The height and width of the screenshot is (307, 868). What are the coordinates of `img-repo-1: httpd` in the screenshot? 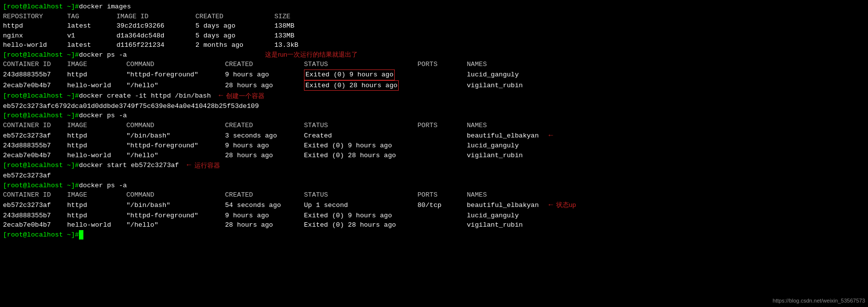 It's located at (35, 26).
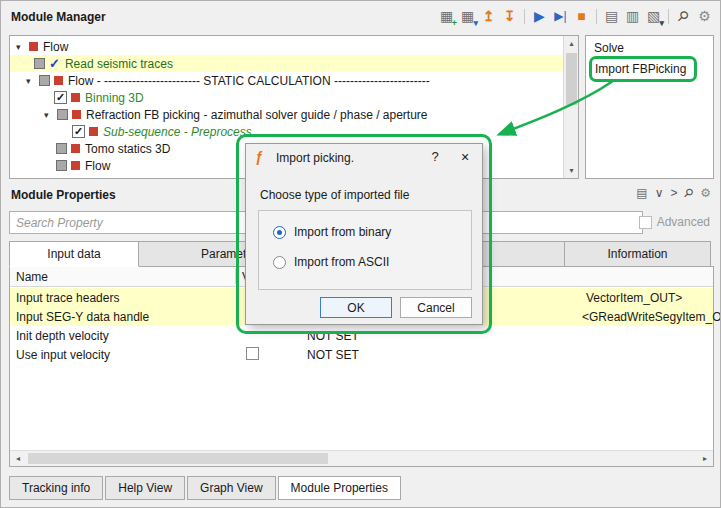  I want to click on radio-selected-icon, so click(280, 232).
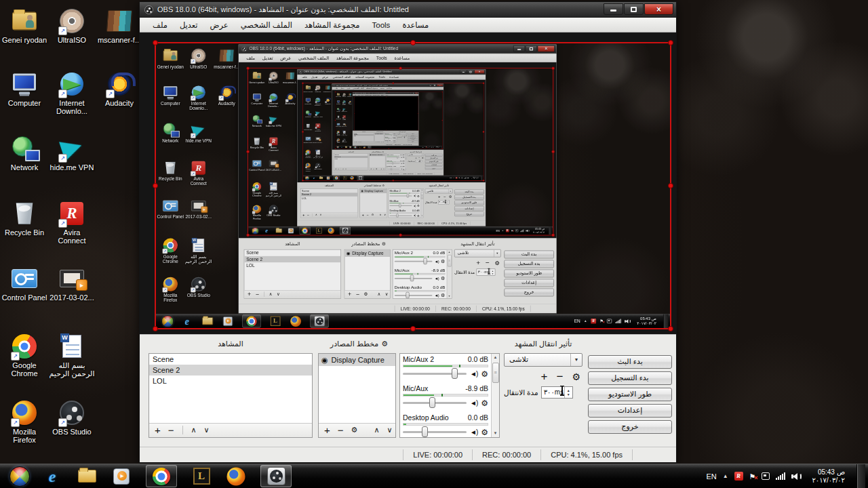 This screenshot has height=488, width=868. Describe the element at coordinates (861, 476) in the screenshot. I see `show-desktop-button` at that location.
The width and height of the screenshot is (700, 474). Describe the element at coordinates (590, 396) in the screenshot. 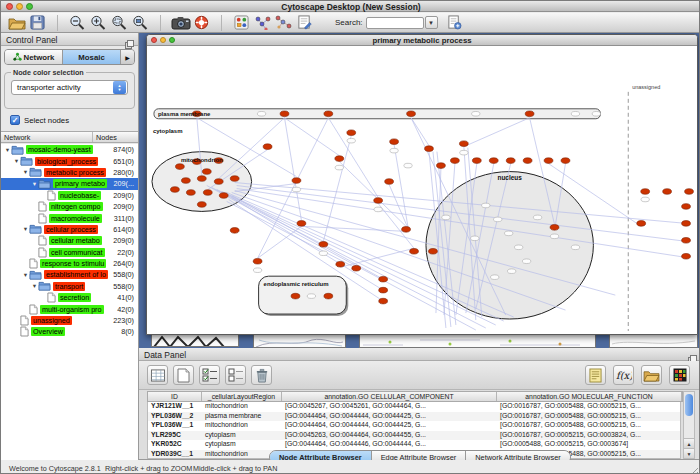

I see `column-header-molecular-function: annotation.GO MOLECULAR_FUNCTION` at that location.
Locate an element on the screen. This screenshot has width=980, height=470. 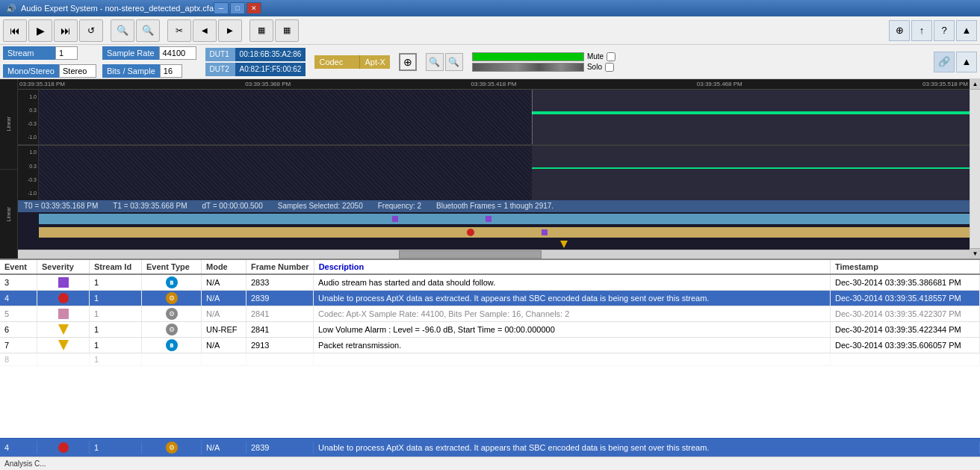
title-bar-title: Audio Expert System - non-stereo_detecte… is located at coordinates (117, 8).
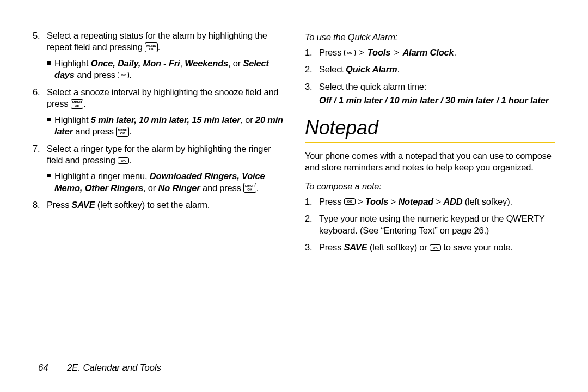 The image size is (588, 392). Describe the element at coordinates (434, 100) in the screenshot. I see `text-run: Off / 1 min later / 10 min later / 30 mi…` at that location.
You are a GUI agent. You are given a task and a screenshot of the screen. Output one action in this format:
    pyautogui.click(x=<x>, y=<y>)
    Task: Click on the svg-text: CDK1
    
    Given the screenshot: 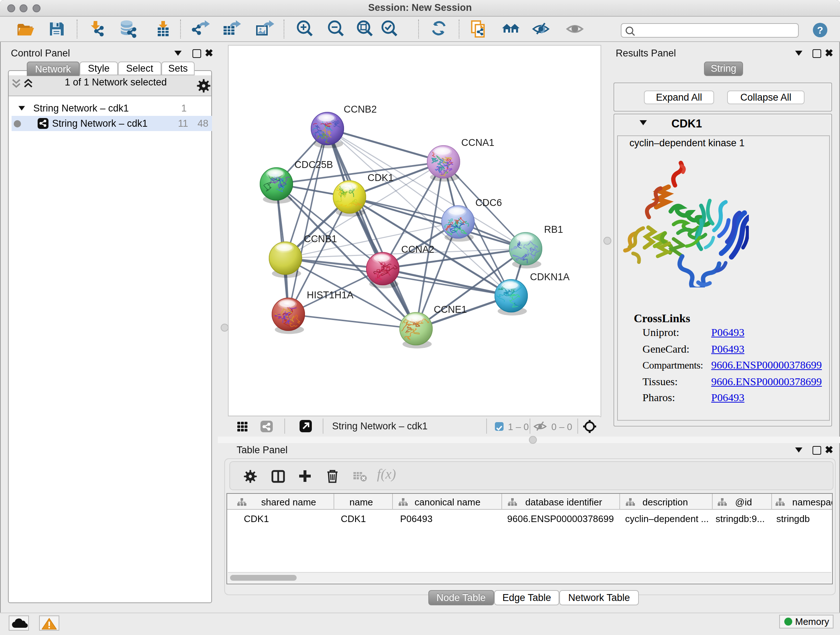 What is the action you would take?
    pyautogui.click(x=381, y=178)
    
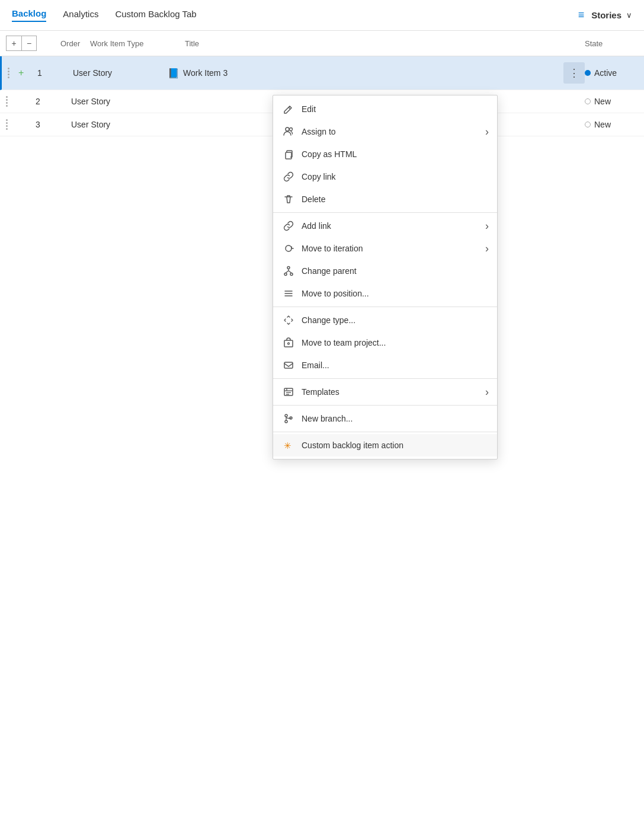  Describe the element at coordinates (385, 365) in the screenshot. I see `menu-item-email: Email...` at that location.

Exercise brief =>
Of the lines above, copy only those from the one holding "Locate an element" to the one holding "Task: Click on the svg-text: CDK1", both included, and exclude every image.

Solution =>
Locate an element on the screen. This screenshot has width=980, height=470. 
title-bar-title: Audio Expert System - non-stereo_detecte… is located at coordinates (117, 8).
 The image size is (588, 392). Describe the element at coordinates (434, 100) in the screenshot. I see `text-run: Off / 1 min later / 10 min later / 30 mi…` at that location.
You are a GUI agent. You are given a task and a screenshot of the screen. Output one action in this format:
    pyautogui.click(x=<x>, y=<y>)
    Task: Click on the svg-text: CDK1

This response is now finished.